Heidegger, Martin and Eugen Fink, Heraclitus Seminar, 1966/67, Tuscaloosa: University of Alabama Press, 1979.
Kahn, Charles H., The Art and Thought of Heraclitus, Cambridge: Cambridge University Press, 1979.
Kirk, Geoffrey Stephen, Heraclitus, the Cosmic Fragments, Cambridge: Cambridge University Press, 1954.
Laërtius, Diogenes, Lives of Eminent Philosophers, ed., R.D. Hicks, Cambridge: Harvard University Press, 1972. Available online in the Perseus Digital Library (accessed: November 5, 2021).
Lebedev, Andrei, ed., The Life of Heraclitus, available at academia.edu (accessed November 5, 2021).

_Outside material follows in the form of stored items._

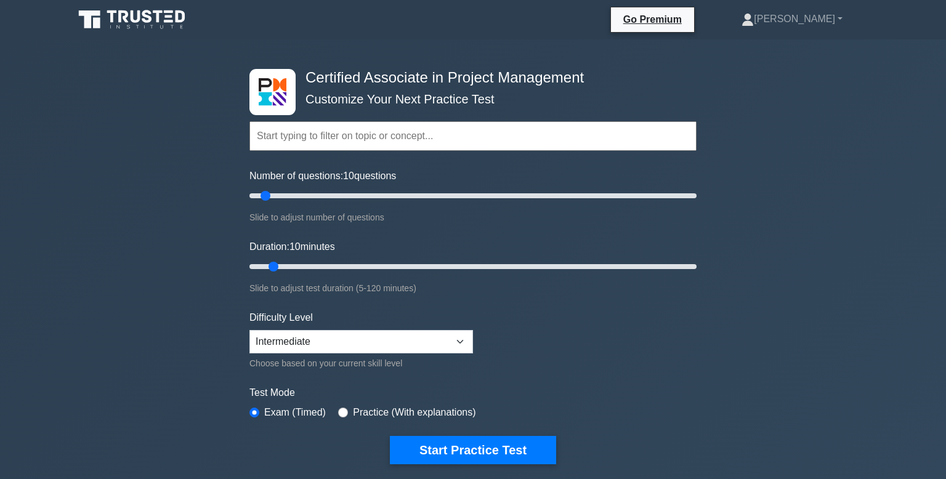 Image resolution: width=946 pixels, height=479 pixels. I want to click on label: Duration: minutes, so click(292, 247).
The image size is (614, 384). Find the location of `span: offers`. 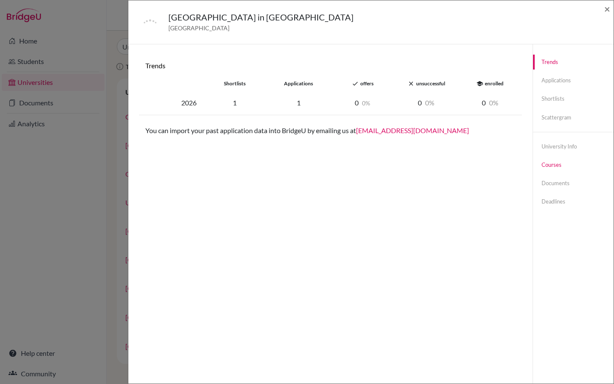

Marcovich Miroslav, Heraclitus: Greek text with a short commentary including fresh addenda, corrigenda and a select bibliography (1967–2000), Sankt Austin: Academia-Verlag, 2001.
Лебедев, Андрей, Логос Гераклита. Реконструкции мысли и слова [Logos of Heraclitus. Reconstructions of the thought and the speech], СПб: Наука, 2014. [Lebedev, Andrei, Logos Geraklita. Rekonstrukcii mysli i slova, SPb: Nauka, 2014].
Addenda
This short story, issued by the French publishing house “Les Petits Platons” [The Tiny Platos], is part of the series adapting philosophical texts and ideas of all time for children and teenagers. Written in French, these books now are actively spreading worldwide, translated already into eleven languages. Along with Les Mystères d'Héraclite, the series presents various other books retelling classic philosophical texts or referring to ancient philosophy in another way.
Official website of the publishing house (Accessed: November 5, 2021).